Listen to Sanjay Chikarmane, SVP and General Manager of Global Technology Solutions at SAP, talking about banking’s future in the cloud.
http://youtu.be/LsX-GKZjHYI
The cloud has been high on the list of corporate buzzwords for some time now – in part because, for many businesses, the benefits of process optimisation through conventional methods have hit a point of diminishing returns.
However, banking has been less eager to embrace the language of the cloud – and for good reasons. An industry which has traditionally developed in-house, and for which security is absolutely paramount, has approached shared solutions and online storage with caution.
That is expected to change as the arguments for Cloud solutions become undeniable. SAP estimates that in 2015 banking spend on Cloud solutions will reach €2 billion.
One of the key drivers moving banking towards the cloud is the need to meet their corporate clients’ changing needs. Businesses are spreading their capital and their financial processes between multiple banks, as a protection against liquidity crises – but they want to be able to manage all of these banking relationships through a single interface, and with a clear picture of where their capital is, and what it is doing.

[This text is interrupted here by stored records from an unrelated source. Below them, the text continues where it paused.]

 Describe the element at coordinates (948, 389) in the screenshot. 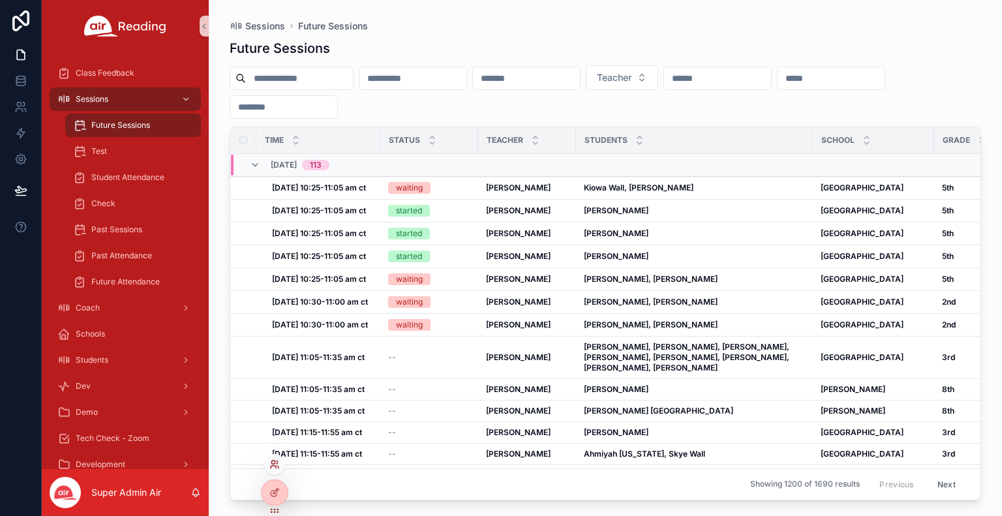

I see `strong: 8th` at that location.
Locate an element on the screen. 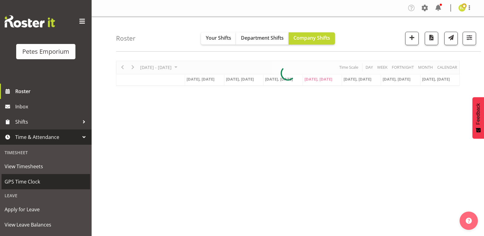 The image size is (484, 236). button: Company Shifts is located at coordinates (312, 39).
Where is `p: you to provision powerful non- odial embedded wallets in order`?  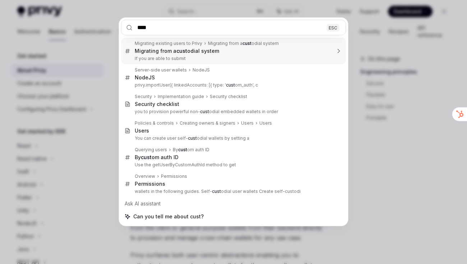
p: you to provision powerful non- odial embedded wallets in order is located at coordinates (233, 112).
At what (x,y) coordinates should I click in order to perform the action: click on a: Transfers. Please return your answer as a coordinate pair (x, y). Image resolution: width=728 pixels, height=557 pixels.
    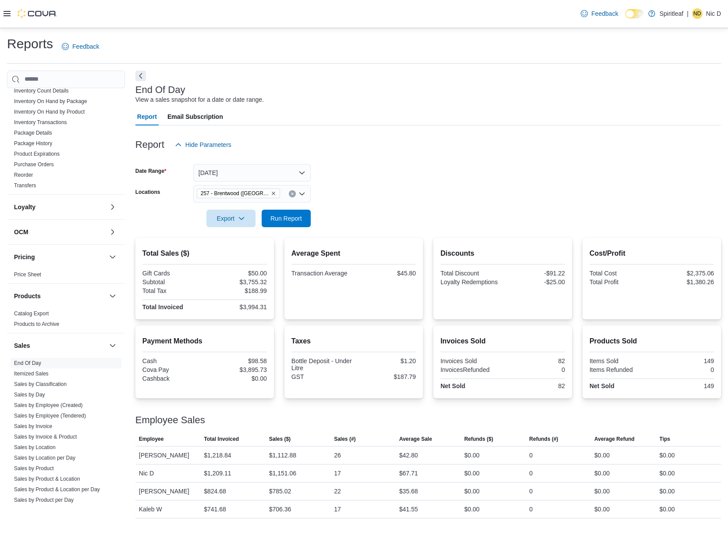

The SAP Financial Services Network will enable payment, remittance tracking, statements, monitoring and alerts – along with other important functions – to take place in SAP’s dedicated cloud. At either end, the FSN will work with SAP’s own and third-party tools on the premises.
This end-to-end solution will standardize the way banks and corporate customers interact. This puts the focus on optimizing a single way of working, not integrating multiple disparate systems – or entities – which may be set up differently in every instance.
So, the advantages of payments in the cloud can be seen at the planning and implementation stage, where complex transactional landscapes can feed into a standardised layer. They can be seen in operation, where the cloud layer provides a secure and integrated environment for multiple processes. And they can be seen in the future, where growing demand can scale without the need for new infrastructure, and solutions to emerging needs can be rapidly deployed.
Sanjay Chikarmane, SVP and General Manager of Global Technology Solutions at SAP, gave a presentation at the International SAP Conference for Banking 2012 on SAP’s work with Citibank on moving corporate payments into the cloud.